The sliding glass doors to the living room were open. Baranov stepped out of the darkness onto the veranda. Evita stopped short. He had changed and yet he hadn’t. He was short and stocky, his thick neck was like a bull’s, his features were dark and broad and very Russian. But even from a distance of twenty feet, she could feel heat radiating from him as if he were a furnace. She could feel his power, his self-assurance, and even a bit of his humor from where she stood. He wore khaki trousers and an open-necked shirt. A bit of gold chain around his neck was illuminated in the already fading glow of the Volkswagen’s headlights. She felt a silly urge to run back to the car and switch off the lights before the battery was fully dead. It would be hard starting the engine when it was time to return to town.

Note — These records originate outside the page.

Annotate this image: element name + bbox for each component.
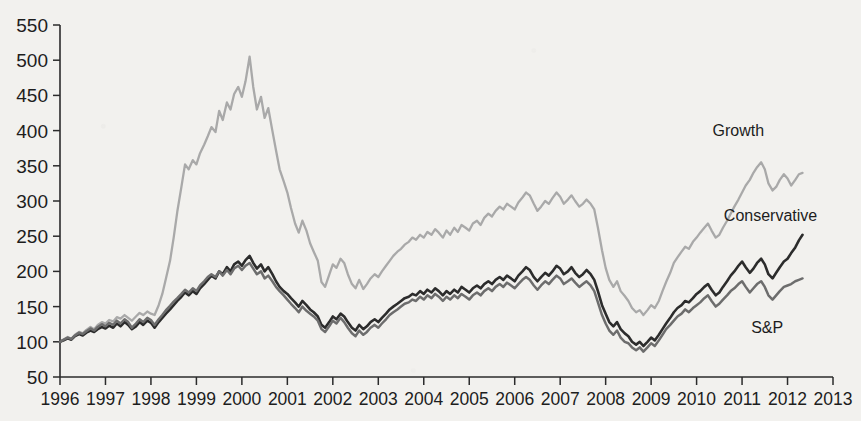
series-label-s-p: S&P — [751, 319, 783, 336]
x-axis-tick-label: 1998 — [131, 389, 170, 409]
y-axis: 50100150200250300350400450500550 — [16, 15, 60, 388]
y-axis-tick-label: 350 — [16, 156, 48, 177]
series-annotations: GrowthConservativeS&P — [713, 122, 818, 336]
series-label-growth: Growth — [713, 122, 765, 139]
x-axis-tick-label: 2012 — [768, 389, 807, 409]
x-axis-tick-label: 2003 — [359, 389, 398, 409]
x-axis: 1996199719981999200020012002200320042005… — [41, 377, 853, 409]
line-chart: 50100150200250300350400450500550 1996199… — [0, 0, 861, 421]
x-axis-tick-label: 2011 — [723, 389, 761, 409]
x-axis-tick-label: 2010 — [677, 389, 716, 409]
y-axis-tick-label: 450 — [16, 85, 48, 106]
y-axis-tick-label: 250 — [16, 226, 48, 247]
y-axis-tick-label: 150 — [16, 297, 48, 318]
x-axis-tick-label: 1997 — [86, 389, 125, 409]
chart-container: 50100150200250300350400450500550 1996199… — [0, 0, 861, 421]
x-axis-tick-label: 2005 — [450, 389, 489, 409]
y-axis-tick-label: 500 — [16, 50, 48, 71]
x-axis-tick-label: 2001 — [268, 389, 307, 409]
series-lines — [60, 57, 803, 352]
y-axis-tick-label: 50 — [27, 367, 48, 388]
y-axis-tick-label: 400 — [16, 121, 48, 142]
x-axis-tick-label: 2000 — [222, 389, 261, 409]
x-axis-tick-label: 2004 — [404, 389, 443, 409]
x-axis-tick-label: 1999 — [177, 389, 216, 409]
y-axis-tick-label: 200 — [16, 261, 48, 282]
y-axis-tick-label: 550 — [16, 15, 48, 36]
y-axis-tick-label: 300 — [16, 191, 48, 212]
series-label-conservative: Conservative — [724, 207, 817, 224]
y-axis-tick-label: 100 — [16, 332, 48, 353]
x-axis-tick-label: 2009 — [632, 389, 671, 409]
x-axis-tick-label: 2002 — [313, 389, 352, 409]
x-axis-tick-label: 2006 — [495, 389, 534, 409]
x-axis-tick-label: 2008 — [586, 389, 625, 409]
x-axis-tick-label: 1996 — [41, 389, 80, 409]
x-axis-tick-label: 2007 — [541, 389, 580, 409]
x-axis-tick-label: 2013 — [814, 389, 853, 409]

“You are a wonderful girl,” Baranov said softly. “I thank you for your help. You did good.”
Just let go, she thought, and there was a certain comfort in the notion. Give in. Don’t fight him, because winning is impossible. She closed her eyes, and she could see a kaleidoscopic image of her entire life; Valentin, Darby and Juanita. All ruined. All gone. All harshly used.
“McGarvey knows about Darby,” she said, opening her eyes again. “And about you. Everything.”
“I know,” he said.
“That doesn’t matter to you?”
“On the contrary, it matters very much to me, Evita. In this you must believe me. Before this night is over, we will have triumphed, you and I.” He smiled. She could clearly see his perfectly white teeth. He beckoned to her. “Come. We’ll wait together.”

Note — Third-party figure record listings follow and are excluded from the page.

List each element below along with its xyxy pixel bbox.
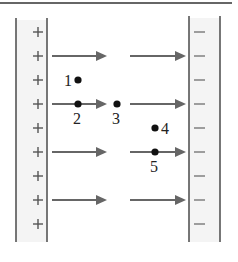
points: 1 2 3 4 5 [64,72,169,175]
point-dot [151,148,158,155]
point-dot [151,124,158,131]
point-label: 3 [112,110,120,127]
parallel-plate-field-diagram: 1 2 3 4 5 [0,0,238,262]
left-positive-plate [16,18,47,242]
point-label: 4 [161,120,169,137]
point-4: 4 [151,120,169,137]
arrow-right-icon [130,195,186,205]
point-dot [74,76,81,83]
point-label: 5 [150,158,158,175]
point-dot [113,100,120,107]
arrow-right-icon [130,51,186,61]
arrow-right-icon [52,51,107,61]
right-negative-plate [189,16,220,242]
point-1: 1 [64,72,82,89]
point-3: 3 [112,100,121,127]
point-dot [74,100,81,107]
point-label: 2 [73,110,81,127]
arrow-right-icon [52,195,107,205]
arrow-right-icon [130,99,186,109]
arrow-right-icon [52,147,107,157]
point-label: 1 [64,72,72,89]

“They’re going to arrest Darby,” she said.
“I know.”
“They know that he’s working with someone inside the CIA.”
“Worked,” Baranov corrected her.
Evita felt light headed. “What?”
“Darby hasn’t been active for years and years, my dear. Didn’t you know? Hadn’t you guessed?”
“Then why …?”
“It wasn’t him I was after. It was someone else.”
“There were people killed.”
“Not Darby’s doing, believe me.”
She shook her head.
He smiled sympathetically. “I’d sincerely hoped you would show up here tonight, you know. You can wait here. In the morning I’ll drive you down to the airport. I don’t think Mexico would be such a good place for you just now.”

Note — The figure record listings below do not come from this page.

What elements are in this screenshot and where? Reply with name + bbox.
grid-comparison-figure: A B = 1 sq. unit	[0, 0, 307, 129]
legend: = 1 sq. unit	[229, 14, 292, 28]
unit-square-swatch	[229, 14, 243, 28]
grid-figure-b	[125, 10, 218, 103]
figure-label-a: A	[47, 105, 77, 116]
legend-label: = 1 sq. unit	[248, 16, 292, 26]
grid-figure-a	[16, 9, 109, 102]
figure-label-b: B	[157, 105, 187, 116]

“You bastard,” she said. She raised the gun and switched the safety catch down and fired, the pistol jumping in her hand. Baranov didn’t move a muscle. She fired again, breaking something inside the living room. She started forward, firing a third time and a fourth, still Baranov didn’t move, his eyes locked into hers, a slight smile creasing his features. She fired a fifth and sixth time, her elbow aching from the recoil, her ears ringing from the noise. He was invincible, invulnerable; nothing could hurt him. He was God, he was untouchable. She had known that from the very first day she had laid eyes on him, and here, now, the wild thought ran through her mind, was the living proof. He was not an ordinary mortal man. He could not be killed with bullets. He would live forever.
She held the pistol in both hands and sighted on the middle of his chest. She stood flat-footed about fifteen feet down from the veranda. He held up a hand, like a benediction.
“It’s enough, Evita,” he said sadly.
She squeezed slowly on the trigger, like McGarvey had told her to do, tears slipping down her cheeks, a great big hollow feeling inside of her. Her life had come down to this one act: either she would kill him and continue to live, or she could not and she would have to die.